Of Culture and Condos – Northrop Frye on condo mentality/garrison mentality
Interesting article from The Walrus magazine on Northrop Frye’s look at the condominium form and its effects on our attitudes, particularly in the context of Canadian history and our “garrison mentality.” I’d be interested in people’s reactions to this. It struck me as insightful. The video below is from The Walrus‘s youtube channel.
“He addressed the effects of that searching distance again in the concluding essay he wrote for Carl F. Klinck’s anthology Literary History of Canada (1965). There, he used the phrase “garrison mentality” to characterize early Canadian literature: “communities that provide all that their members have in the way of distinctively human values, and that are compelled to feel a great respect for the law and order that holds them together, yet confronted with a huge, unthinking, menacing, and formidable physical setting — such communities are bound to develop what we may provisionally call a garrison mentality.” Paralyzed by the sublimity of nature and vaguely defined hostilities, settlers huddled together in isolated communities carved from the wilderness. “A garrison,” Frye explained, “is a closely knit and beleaguered society, and its moral and social values are unquestionable.”
The conclusion was hugely influential, and has been hailed as a “cultural icon” and “one of the classics of our criticism.” Following its publication, other writers explored its larger implications, most notably Frye’s student Margaret Atwood, who published Survival: A Thematic Guide to Canadian Literature in 1972. Some, of course, rejected the phrase and the ideas behind it. But whether or not you subscribed, it was virtually impossible to discuss Canadian literature in the latter half of the twentieth century without engaging the garrison mentality on some level…
“As I understood it,” Frye continued, “a garrison brings social activity into an intense if constricted focus, but its military and other priorities tend to obliterate the creative impulse.” Conditions changed throughout the nineteenth century, yet the garrison mentality remained “psychologically in the rural and small-town phase of Canadian life, with its heavy pressures of moral and conventional anxieties.” For the majority of late twentieth-century Canadians, “one of the most highly urbanized people in the world,” the garrison mentality, “which was social but not creative,” had been replaced by “the condominium mentality, which is neither social nor creative, and which forces the cultural energies of the country into forming a kind of counter-environment.”
While critics have contested the concept of a garrison mentality, Frye’s notion of a condominium mentality has drawn surprisingly little attention.

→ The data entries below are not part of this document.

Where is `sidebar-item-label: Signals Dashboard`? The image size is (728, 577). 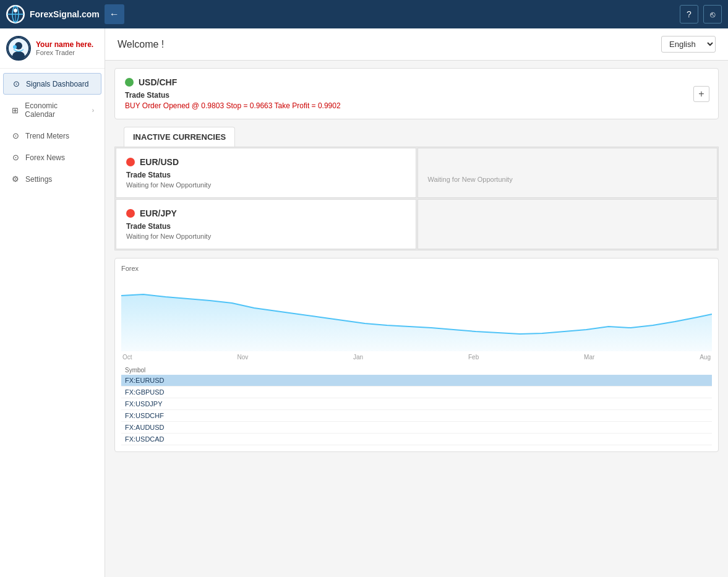
sidebar-item-label: Signals Dashboard is located at coordinates (57, 84).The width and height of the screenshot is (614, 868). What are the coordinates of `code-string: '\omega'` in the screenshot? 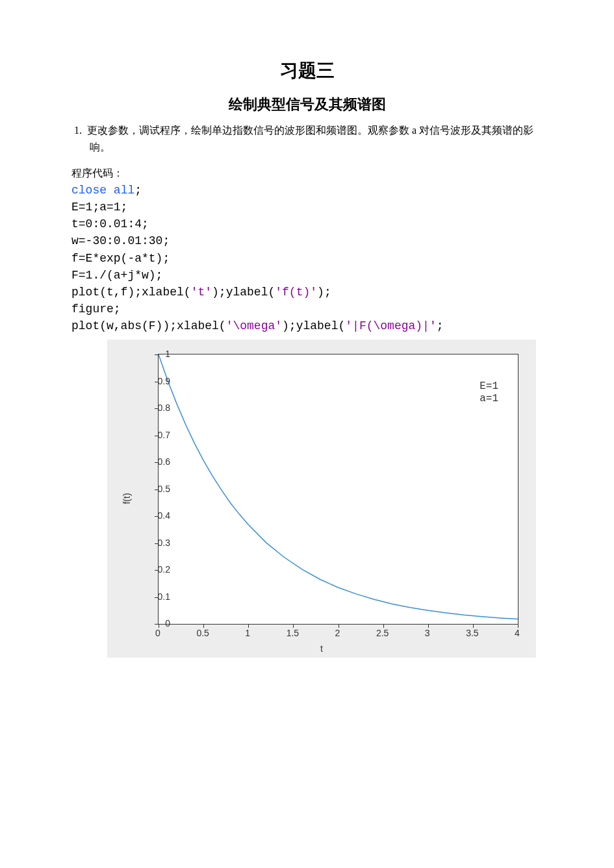 It's located at (254, 326).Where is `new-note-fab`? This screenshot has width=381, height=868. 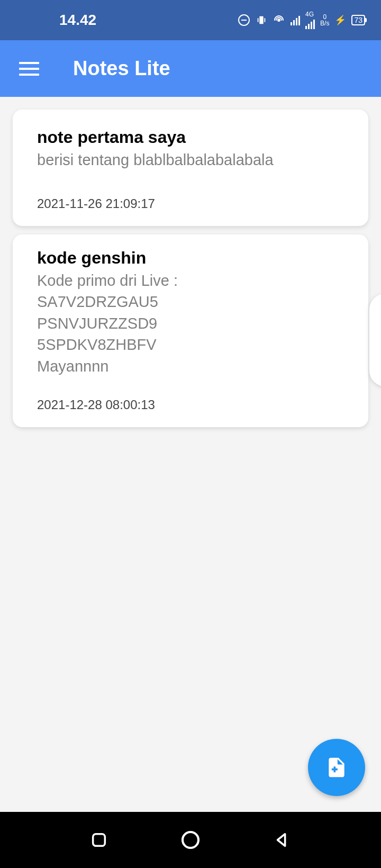
new-note-fab is located at coordinates (337, 767).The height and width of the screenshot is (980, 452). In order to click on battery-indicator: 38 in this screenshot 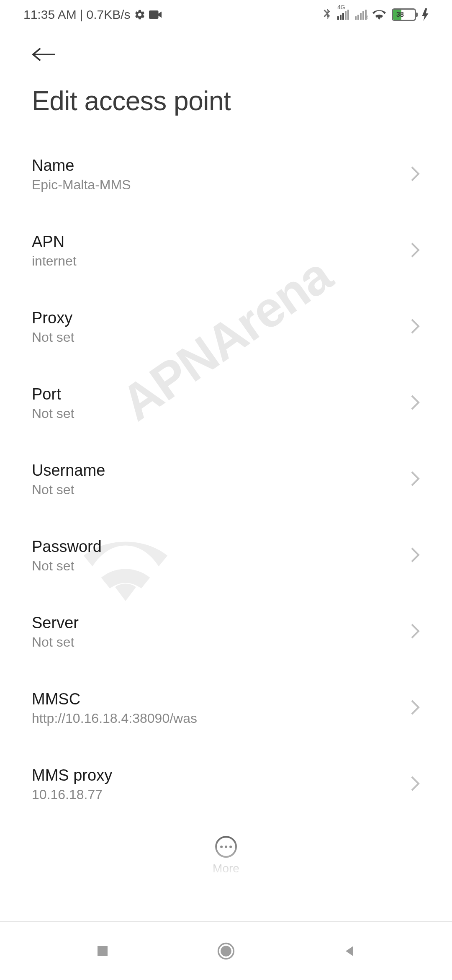, I will do `click(404, 15)`.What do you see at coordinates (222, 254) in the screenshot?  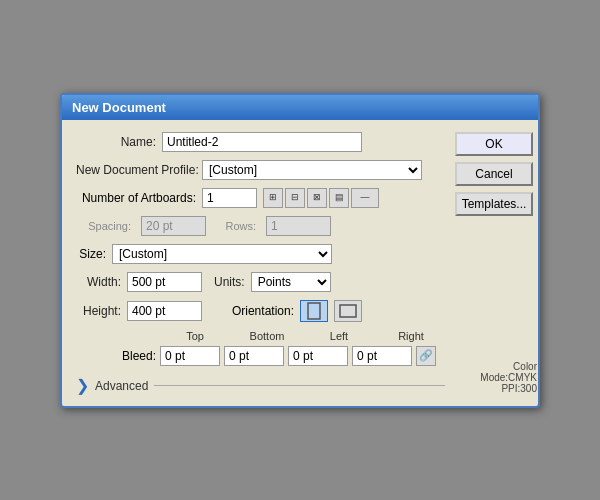 I see `size-select: [Custom] Letter A4` at bounding box center [222, 254].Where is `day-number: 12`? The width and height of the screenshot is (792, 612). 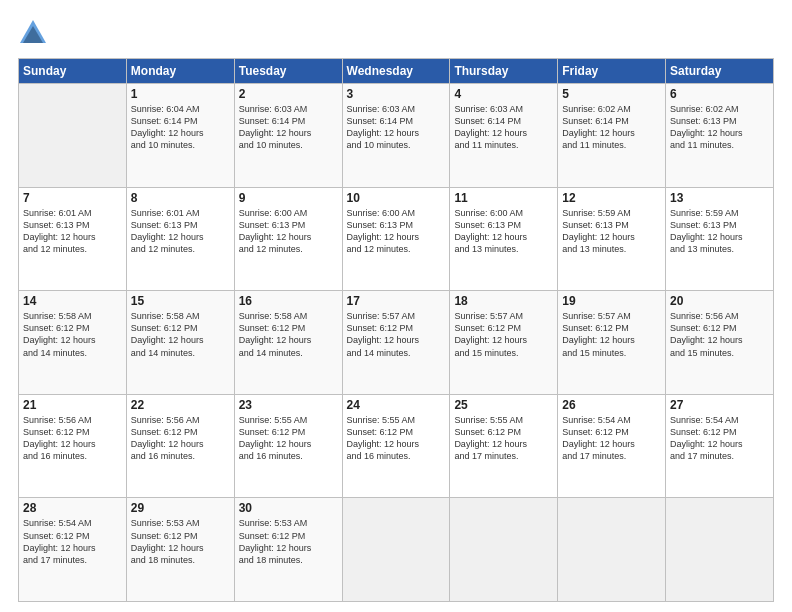
day-number: 12 is located at coordinates (612, 198).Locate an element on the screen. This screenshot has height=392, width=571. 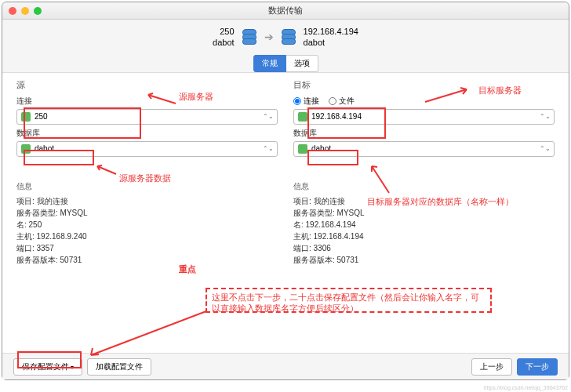
radio-file: 文件 is located at coordinates (342, 101).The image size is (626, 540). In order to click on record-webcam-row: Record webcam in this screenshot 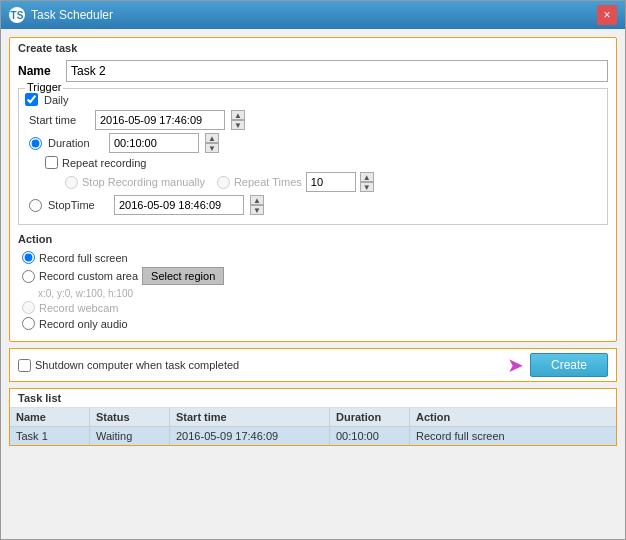, I will do `click(313, 308)`.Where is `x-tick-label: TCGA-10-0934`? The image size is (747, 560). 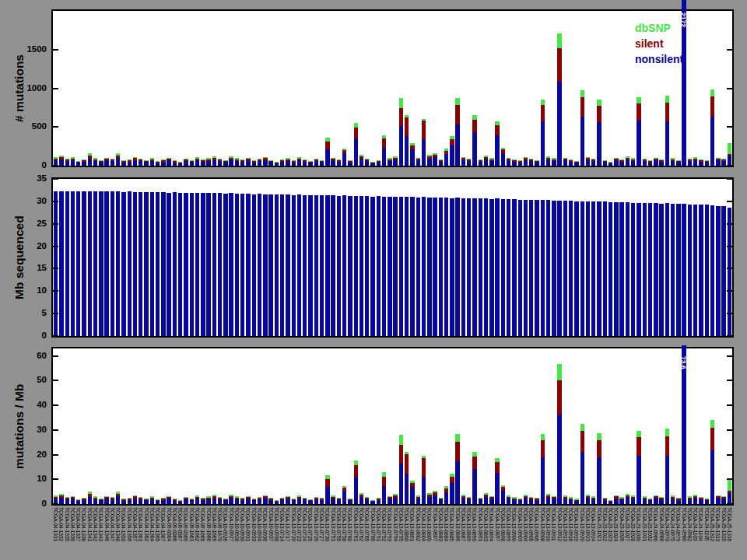
x-tick-label: TCGA-10-0934 is located at coordinates (260, 524).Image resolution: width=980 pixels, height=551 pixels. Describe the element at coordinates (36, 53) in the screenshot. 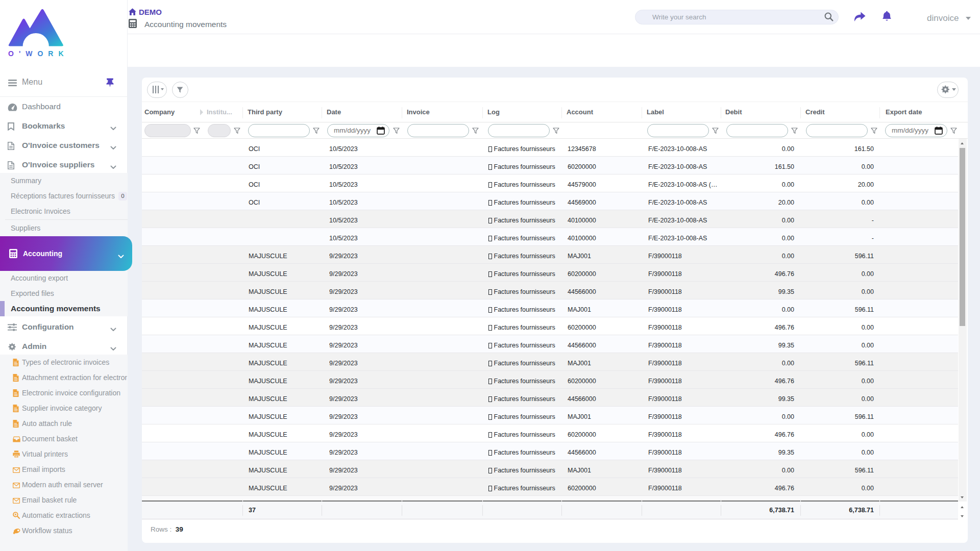

I see `svg-text: O'WORK` at that location.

But whenever I approach Fort York from the west and see CityPlace in the east, it’s clear that the two ideas are not mutually exclusive. Indeed, they inform each other and suggest that Frye anticipated the type of twenty-first-century lifestyle that I, and thousands of other Canadians, now lead.
…. Critics have long maintained that [condos] are mechanisms of exclusion, gentrification, and middle-class affectation. Large- and mid-scale developments often demolish low- and moderate-cost rental housing and displace commercial and retail tenants, creating functionally gated communities in their place. Researchers have pointed out that many buyers view their purchase as a stepping stone to freehold home ownership, thus complicating the assumption that owners feel invested in their communities. And anecdotal evidence from developers and real estate brokers suggests that foreign investors — particularly those from Europe, Asia, and the Middle East — make up a large percentage of condo owners in Canada, essentially functioning as absentee landlords with financial but not cultural stakes in a community’s well-being…
…When I walk around CityPlace, what strikes me, beyond its scale, are the similarities to the historic garrison next door. First and foremost, it is largely self-contained and introverted; the majority of the site is bounded by Bathurst Street to the west, a rail corridor to the north, and the Gardiner Expressway to the south. Spadina Avenue, a pedestrian gauntlet, separates a smaller portion of the development to the east. The thoroughfares and train tracks function as modern fortifications and moats, offering residents protection from the hostilities of Toronto. The central green space, accentuated by an oversized canoe designed by Douglas Coupland, recalls a military parade ground, with neighbourhood hounds marshalled about by their dog walker sergeants. In the event of a siege, denizens are well equipped: they have a canteen (Sobeys), vaults (Royal Bank, TD Bank, CIBC), and numerous watering holes. In the event of inclement weather or bombardment, they can move from building to building without actually having to go outside. Even structures that house the development’s common amenities (the pool, the gym, the movie theatre) display a dash of military flair: chain mail curtains provide the right combination of privacy and intimidation. Surely, this is the type of development political scientist and housing critic Evan McKenzie had in mind in 1994 when he anticipated “a return to the ancient concept of city as fortress, in which society’s haves huddle to defend their lives and possessions against the have-nots outside the gates.”